I cannot describe to you the despairing sensation of trying to do something for a man who seems incapable or unwilling to do anything further for himself.
I think I tend to destroy the better paintings, or those that have been better to a certain extent. I try and take them further, and they lose all their qualities, and they lose everything. I think I would say that I destroy all the better paintings.
For the world is an ever-elusive and ever-disappointing mirage only from the standpoint of someone standing aside from it—as if it were quite other than himself—and then trying to grasp it. But a third response is possible. Not withdrawal, not stewardship on the hypothesis of a future reward, but the fullest collaboration with the world as a harmonious system of contained conflicts—based on the realization that the only real "I" is the whole endless process.
All infractions of love and equity in our social relations are speedily punished-by fear...be honest with a man and you have no fear. Try to deceive and the relationship deteriorates.

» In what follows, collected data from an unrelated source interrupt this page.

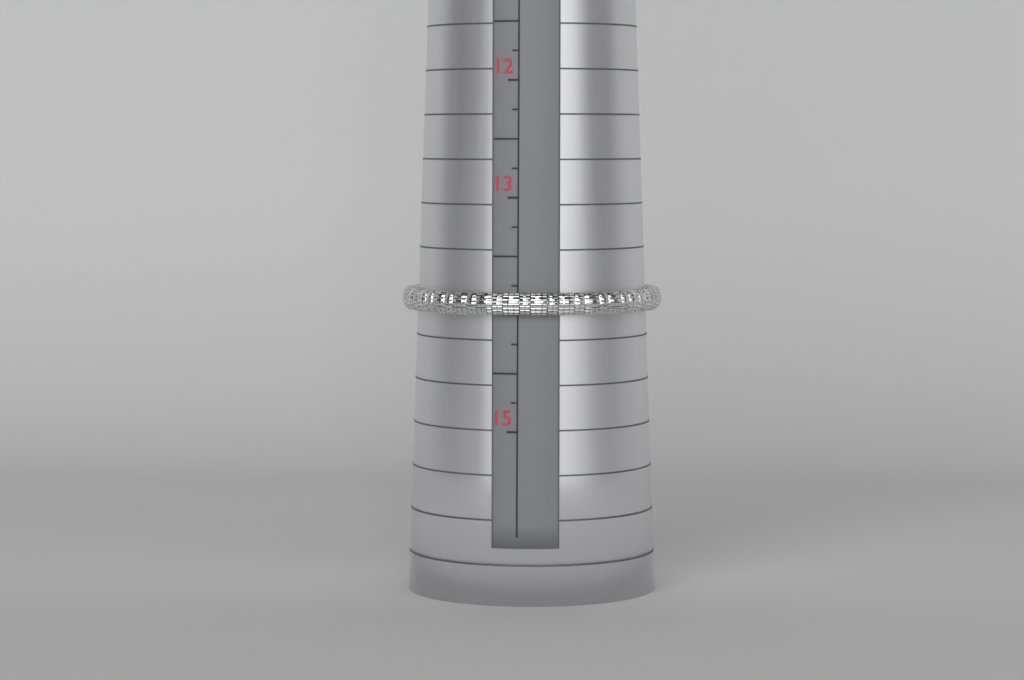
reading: 14.00 (no unit)
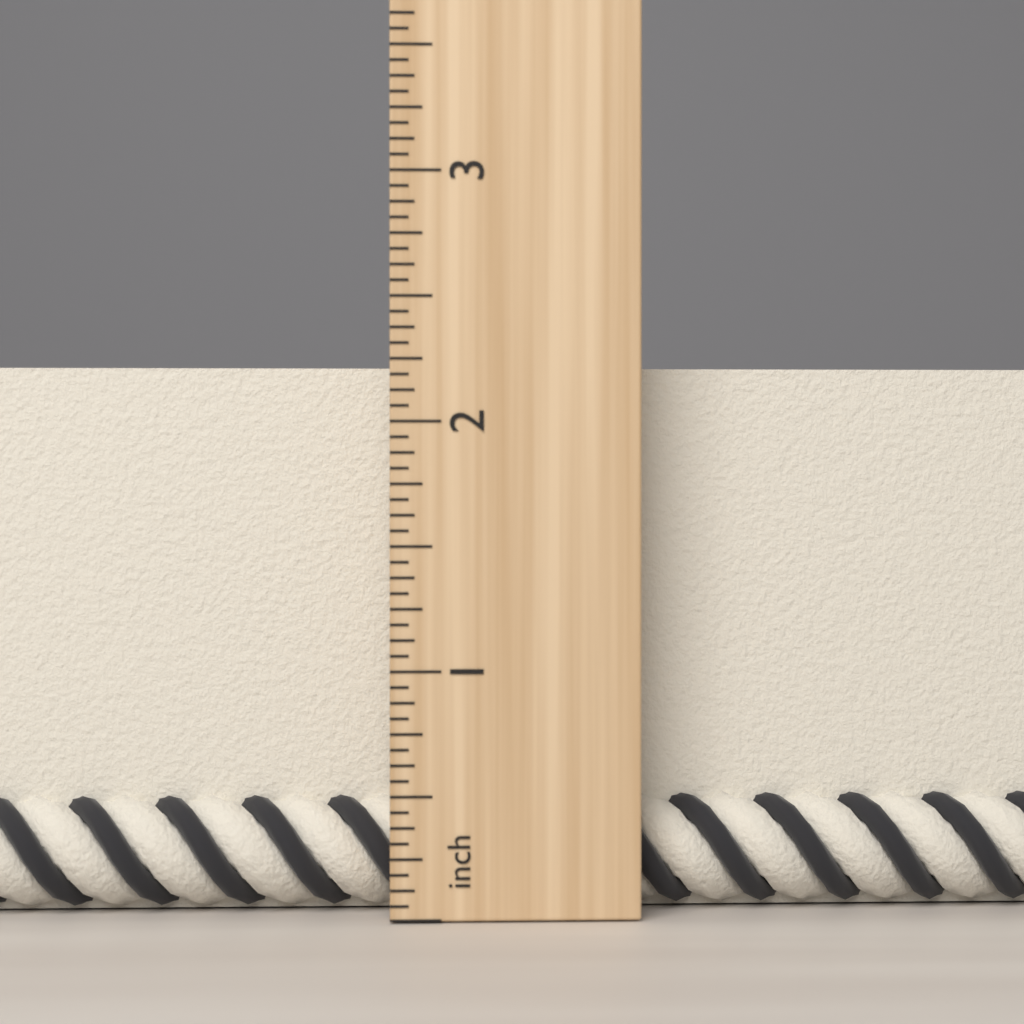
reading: 2.2500 inch
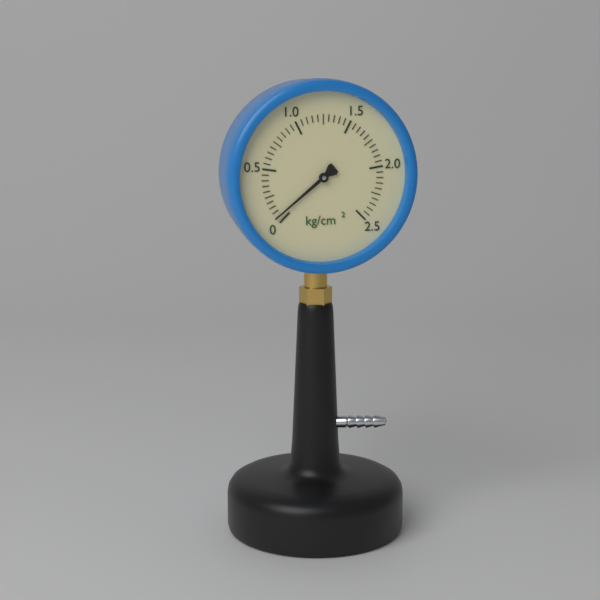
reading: 0.05 kg/cm²
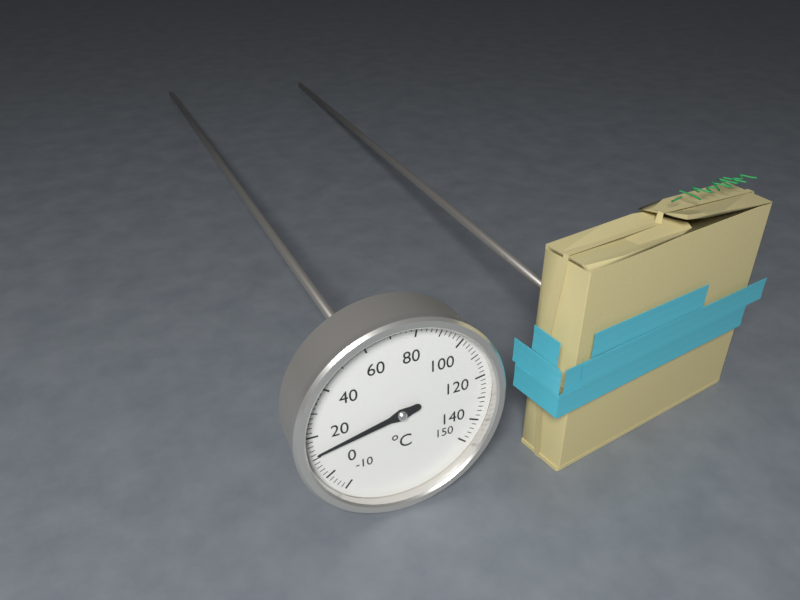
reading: 12 °C
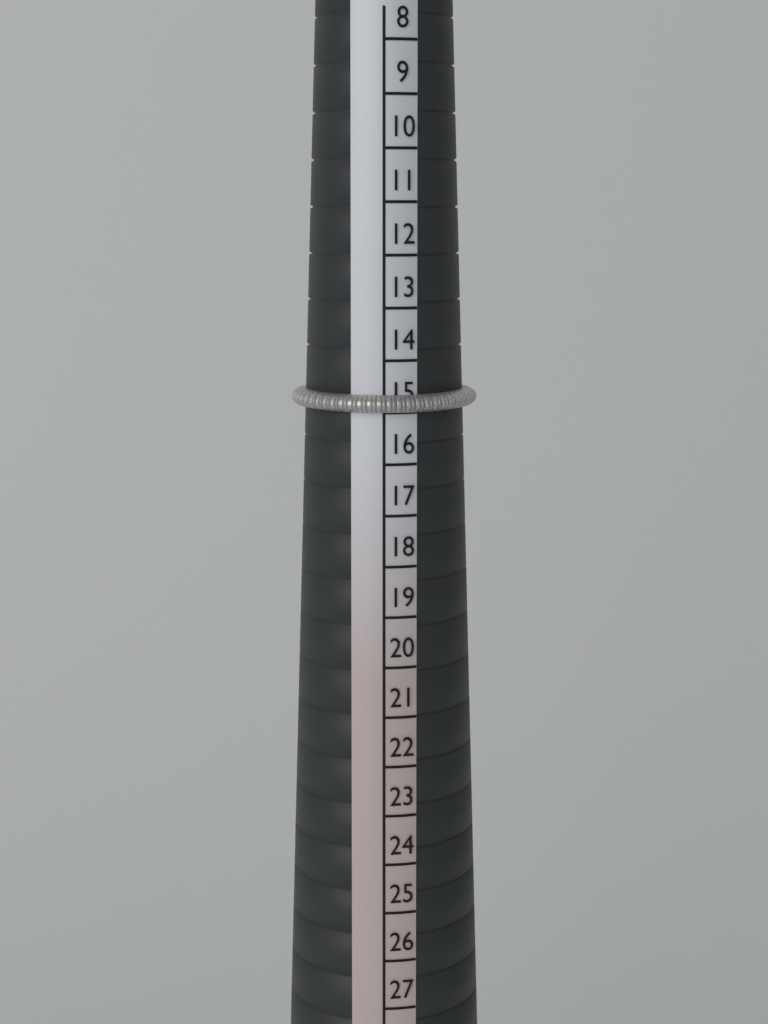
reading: 15 (no unit)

We can be civil to each other, and we can try to express ourselves acknowledging that we're all patriots, we're all Americans, and not assume the absolute worst in people's motives.
Imagine a world in which you had Saddam Hussein, who had the capacity to make a weapon of mass destruction, who was paying suiciders to kill innocent life. Imagine what the world would be like with him in power. The idea is to try to help change the Middle East. Part of the reason we went into Iraq was we thought he had weapons of mass destruction. It turns out he didn't, but he had the capacity to make weapons of mass destruction.